Reynolds #2 Adaptative Housing

Situated on 251 Scott Street, and adjacent to the Gray Design Building, is the second of three tobacco warehouses bordering South Broadway in Lexington. Reynolds #2 was erected in 1917 and its construction is denoted by masonry bricks and a system of two rows of load-bearing columns running perpendicularly to the facade of the building. Despite the recent rehousing of the CoD to a rehabilitated Reynolds #3, the neighboring structure still faces the threat of demolition, the project combines the necessity of preserving the building as a historic part of our city with the idea of rehabilitating the structure as a dynamic architectural experiment in student housing. The Reynolds #2 Housing project’s driving point is to be a moldable space where upperclassmen architecture students could design and build individual rooms for housing students. This project explores ephemeral housing, as students would be able to shape the space in which they would reside, but each year’s designs would be substituted in the following year as a part of the next class studio curriculum.
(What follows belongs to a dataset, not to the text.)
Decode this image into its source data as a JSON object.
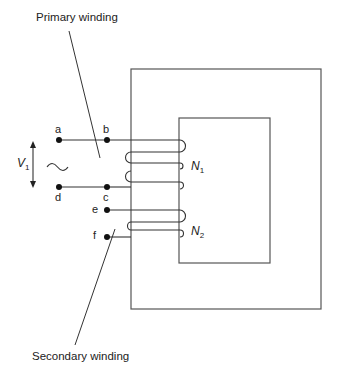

Sustainability was a driving point for the construction decisions made, as keeping the original bricks and columns would reduce the use of materials and energy consumption. Since it is an early industrial building, it has large windows and high ceilings which were adapted to be more efficient. Besides reusing the existing features, modern technologies such as passive solar design and water collection systems would also be utilized. Reynolds #2 has played a significant role in Lexington’s development and is an example of vernacular 20th-century early industrial construction. If the rehabilitation project were to be brought to fruition, it would use the skin of an iconic Lexington building to house an incredibly daring approach to housing research, which could bring national recognition to the College of Design at UKY.